Tuesday 20 March 2012

Bubbly Tea



A new fad is running around town... or the world rather. Pearl Tea. The first I ever encountered it was 7 years ago, which doesn't strike me as very new. Nonetheless, in KL it appears to be. They say that it's originally from Taiwan. I was introduced to the sweet drink in Japan, in Nagoya, right in the middle of Osu Kannon district, where a tiny colourful shop was crying out to me: Come and drink! And I did... I even got a stamp card, yes, stamp cards were already popular 7 years ago...
Pearl tea is tea, possibly in the broader sense since some of it is more watered down fruit juice, but you do get your black tea, green tea, red tea, what have you, mixed with milk and some sugar, and the pearls. Ah, pearls... 
Over here they also call it bubble tea, why I am not really sure. Those bubbles are not bubbles, pearls gets a bit closer already though. They are small balls, squishy, chewy, brownish, and with hardly any taste, if anything a little starchy maybe, but the tea and sweetener overlays it all. Why bubbles? Well, I guess ball tea would not have found many enthusiasts, not among the regular customers at least. 
I've seen the same kind of thing in various places. A Hong Kong style eatery near Leicester Square has them, also to pick up while walking past. Or an Asia supermarket in Shoreditch that replaced an architecture firm that, I hope, moved to better quarters, has one of those sealing machines apparently essential for preparing the drink. It's just not the same if you don't have it in a sealed cup, with an over-sized straw with which you can dig around the cup to hunt down the last of the ... well, balls. That it would be easier to get to them if you did not have to allow for the angle of the straw in addition to detecting the pearls among the ice cubes is of no consequence. 
Here in KL you have other choices as well, in case those little balls are not your cup of tea, no pun intended. Well, just a little maybe. Anyway, here you can also get grass-jelly, or sometimes something that particular shop called sky pearls, same thing just in tiny and white, and strangely tangy in the aftertaste. There are a few more choices, all some version or other of something squishy and jellylike. I stick to my pearls. The other jellies so far were just too, well, jellyish and soft. I want it chewy! 

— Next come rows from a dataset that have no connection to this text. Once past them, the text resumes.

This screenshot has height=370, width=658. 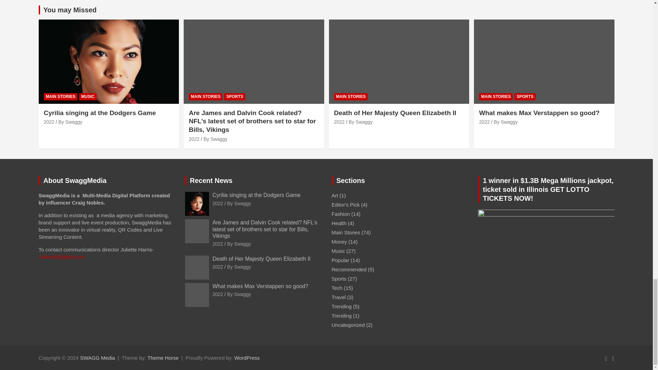 I want to click on Cyrilia singing at the Dodgers Game, so click(x=49, y=122).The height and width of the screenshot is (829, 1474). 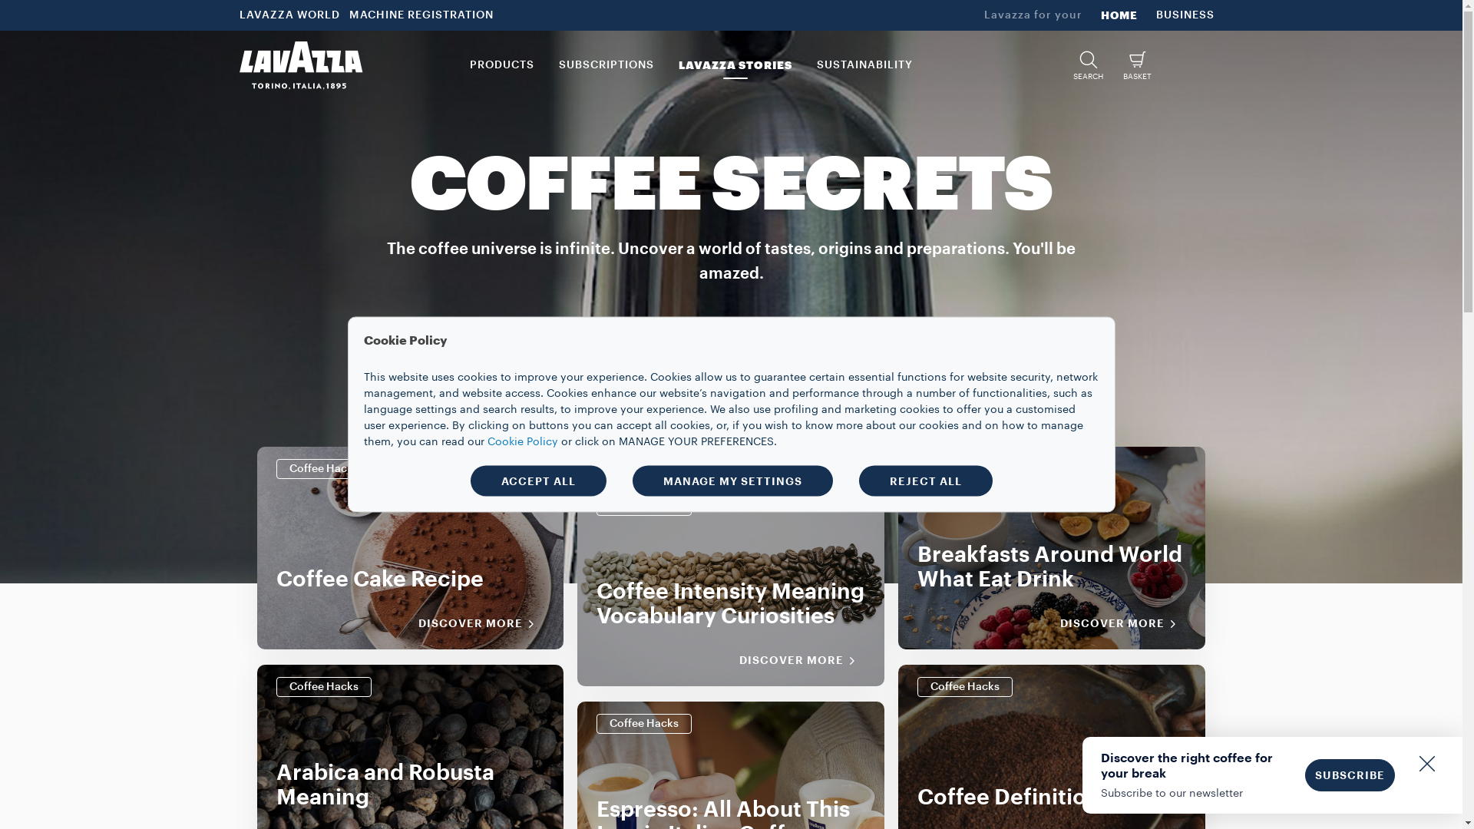 I want to click on REJECT ALL, so click(x=925, y=481). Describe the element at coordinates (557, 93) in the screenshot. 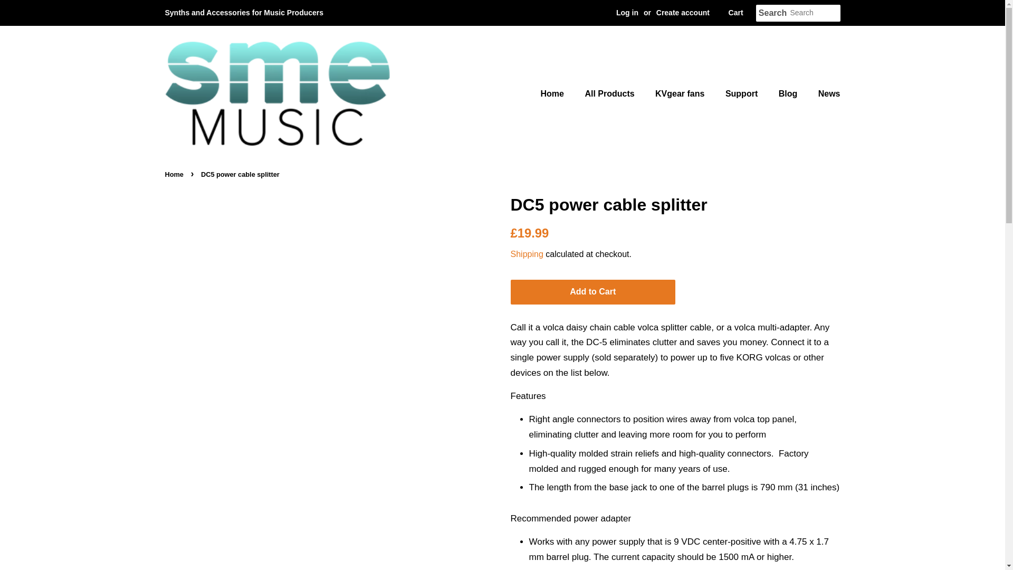

I see `Home` at that location.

As for variety, there are plenty. Aside from various kinds of tea you have a multitude of fruit flavours to choose from, some also do a more milkshake kinda thing, I tried one with yoghurt once, was quite alright. I still come back to the good and simple red or black milk tea with pearls. It's the simple things that mark the quality of a shop, don't you think? Been doing the same thing once with tomato soup, and am always on the hunt of the best plain coffee in whichever town I am in. And Starbucks is certainly not anywhere in the running... but I'm digressing. So, good old milk tea pearls, that's my way to go... and over here, don't forget to have them tone down the sugar level, they seem to love it sweet, but it kills the taste...

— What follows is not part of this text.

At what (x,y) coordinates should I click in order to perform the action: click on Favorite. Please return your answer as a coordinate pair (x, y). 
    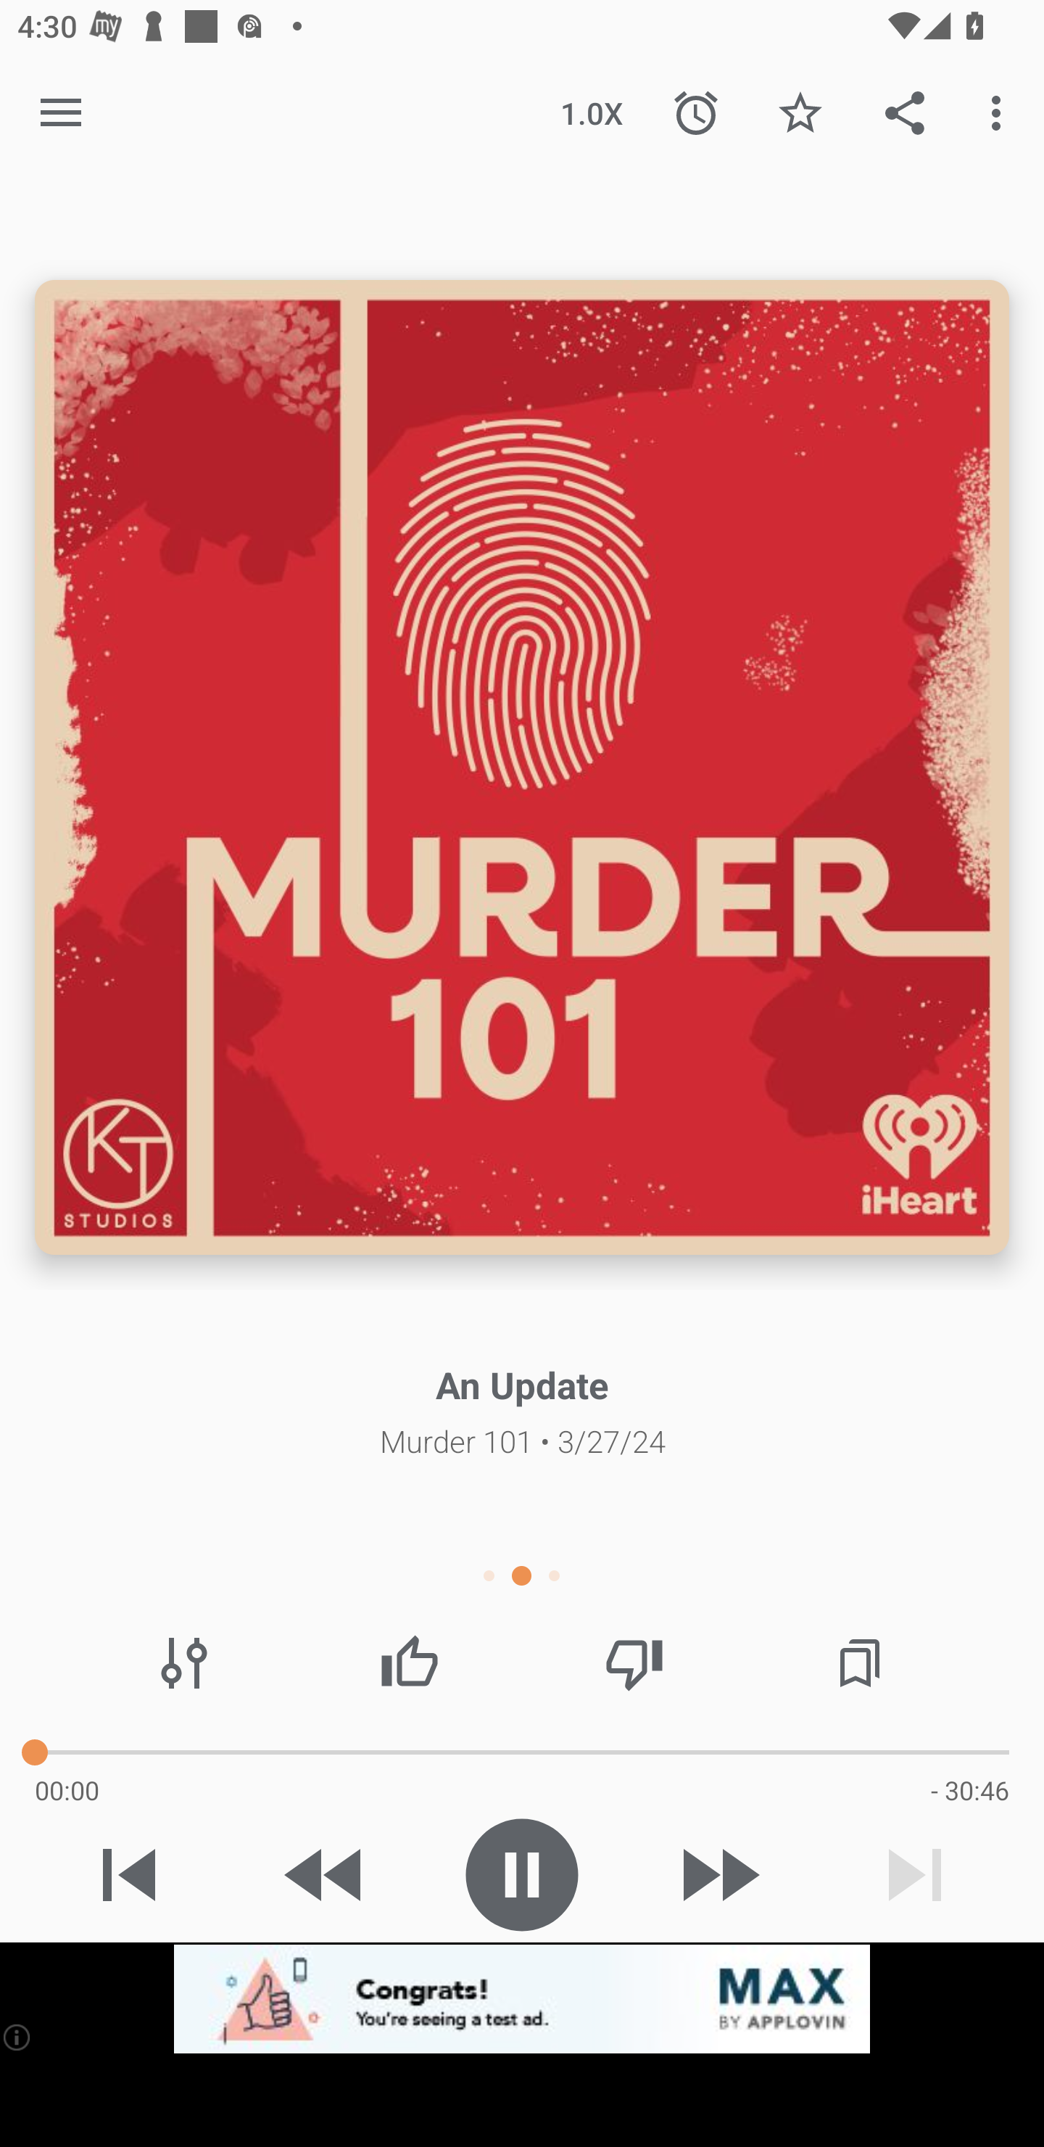
    Looking at the image, I should click on (801, 112).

These kinds of shops are suddenly very popular here. I don't know why now, since the thing has been around for a while, if even Japan managed to sport it's own shops seven years ago already... But here they suddenly pop up everywhere. There's one cafe nearby the office that has turned into one of those shops, and now you have people queuing to get their drink. In another area not far from here, the same row of shops has four of them, all trying to do their own thing, but essentially ending up all the same. Just that one of them has cool green plastic chairs, the next one the name of the biggest chain of these around here, another is focussing more on deserts with those jelly things on ice rather than the drink, but you still get it of course, and the last one has cute little cubicle stools of some kind of brownish red in various shades... It's all the same to me, well, apart from the chairs of course. And people queue like mad, particularly at the bigger chain shop. I suppose, name is important after all. 
Now, I do like this kind of stuff, on occasion. It's like tea and desert in one, drink and chew, what more can you want? So, is it wrong that I crave some sourplum drink just now?